The src/ScanEventWorker.Cdk project defines the AWS infrastructure for production deployment:
cd src/ScanEventWorker.Cdk
cdk deployProvisions:
scan-events-queue— main SQS queue (visibility timeout: 30s)scan-events-dlq— dead letter queue withmaxReceiveCount=3redrive policy
Local development: queues are created automatically by LocalStack when you run
docker-compose up(viascripts/init-localstack.sh). You do not need to runcdk deploylocally.
The current design is ready for fan-out without changes to this worker. Adding an SNS topic makes the event stream available to any number of downstream consumers:
flowchart LR
POLLER["API Poller"]
SNS(["SNS Topic\n(fan-out)"])
QA[["SQS Queue A"]]
QB[["SQS Queue B"]]
QC[["SQS Queue C"]]
W1["This Worker → DB"]
W2["Downstream Worker 1"]
W3["Downstream Worker 2"]
POLLER --> SNS
SNS --> QA --> W1
SNS --> QB --> W2
SNS --> QC --> W3
Alternatives considered:
- Outbox pattern — write events to an outbox table, dedicated publisher reads and publishes to SNS/SQS. Stronger consistency guarantee but adds DB coupling and latency.
- CDC (Change Data Capture) — enable SQL Server CDC on
ParcelSummary, stream changes via Kafka Connect. Best for consumers that need the DB state, not the raw events.
The entire ApiPollerWorker exists solely because the spec defines a pull-only GET endpoint.
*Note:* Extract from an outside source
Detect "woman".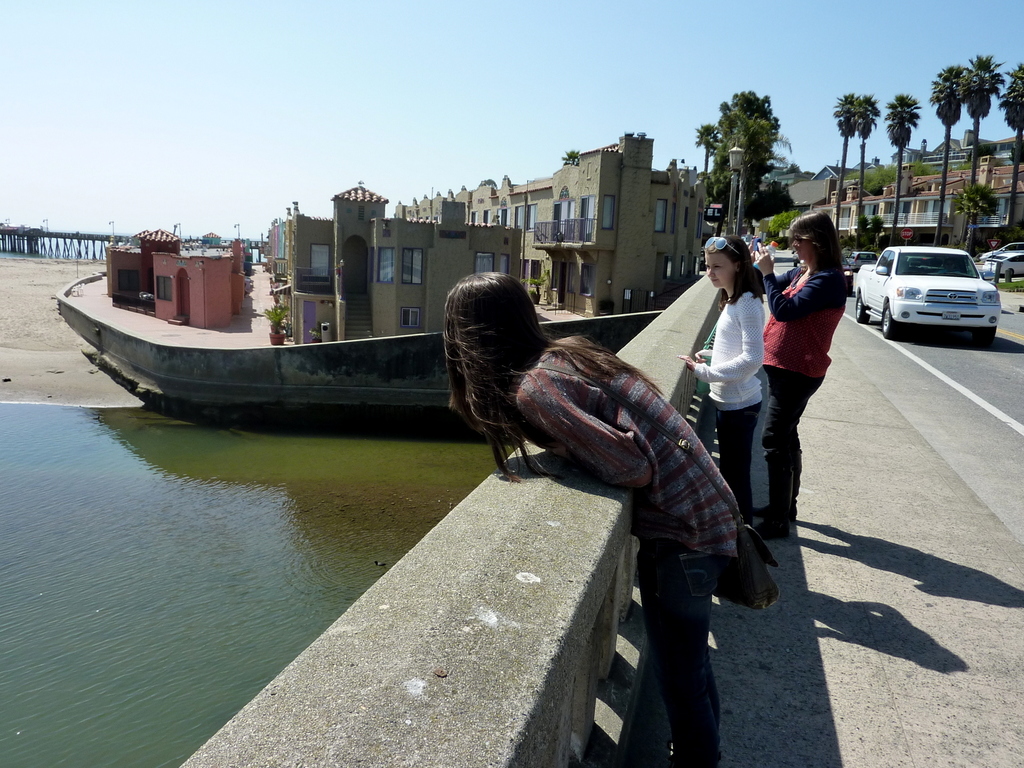
Detected at select_region(753, 210, 860, 544).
This is the root architectural constraint, and it has a cascading effect on every design decision in this codebase.
| Property | Polling (current) | Event-driven (ideal) |
|---|---|---|
| Scaling | Single-instance (shared LastEventId cursor) |
Stateless consumers — scale to zero |
| Latency | Up to PollingIntervalSeconds (5 s) |
Sub-second |
| Fan-out | Requires this worker to forward to SNS/SQS | Native via EventBridge rules |
| Fault model | Long-running process; crash = gap until restart | Lambda retries per-invocation |
| Infrastructure cost | Always-on ECS/EC2 task | Pay-per-invocation |
| Operational burden | Cursor state in SQL, DLQ monitoring | Managed by the platform |
Polling is a workaround, not a design choice. If the upstream offered a push mechanism, ApiPollerWorker, ProcessingState, and SqsMessageQueue could all be deleted.
If the scan event source could emit events (webhook, DynamoDB Streams, EventBridge, or S3 notifications), the architecture collapses into a fully serverless, event-driven pipeline:
architecture-beta
service source(internet)[Scan Event Source]
group aws(logos:aws)[AWS]
service eb(logos:aws-eventbridge)[EventBridge or SNS] in aws
service sfn(logos:aws-stepfunctions)[Step Functions] in aws
service fn(logos:aws-lambda)[Lambda durable functions] in aws
service db(logos:aws-dynamodb)[DynamoDB] in aws
service s3(logos:aws-s3)[S3] in aws
source:R --> L:eb
eb:R --> L:sfn
sfn:T --> T:fn
eb:B --> T:fn
sfn:R --> L:db
sfn:B --> T:s3
Each component earns its place:
- EventBridge / SNS — zero-config fan-out; downstream consumers subscribe without any changes to the producer
- AWS Step Functions — replaces
EventProcessorWorker's manual retry/DLQ logic with durable, visual orchestration; retries, catch blocks, and compensating transactions are declared, not coded - DynamoDB — replaces SQL Server with a serverless, horizontally scaled store; DynamoDB Streams can trigger further Lambdas for free, enabling second-order fan-out with no extra infrastructure
- S3 — each raw event lands in an S3 object on arrival; satisfies compliance audit requirements without any schema migration
- Lambda — each invocation is independent; a crash affects one event, not the entire feed; cold-start latency is acceptable at 5-second polling granularity anyway
The polling model creates a centralised bottleneck: exactly one process owns the cursor, owns the queue writes, and owns the fan-out decision. In a microservices context this is an anti-pattern — every downstream team depends on this worker staying healthy.
An event-driven source eliminates the coupling entirely. Downstream services subscribe to EventBridge or SNS directly; the scan event producer has no knowledge of consumers, and neither does this worker.
The current SQS abstraction (IMessageQueue) was designed with this migration in mind: replacing SqsMessageQueue with an EventBridge publisher requires changing one DI registration in Program.cs.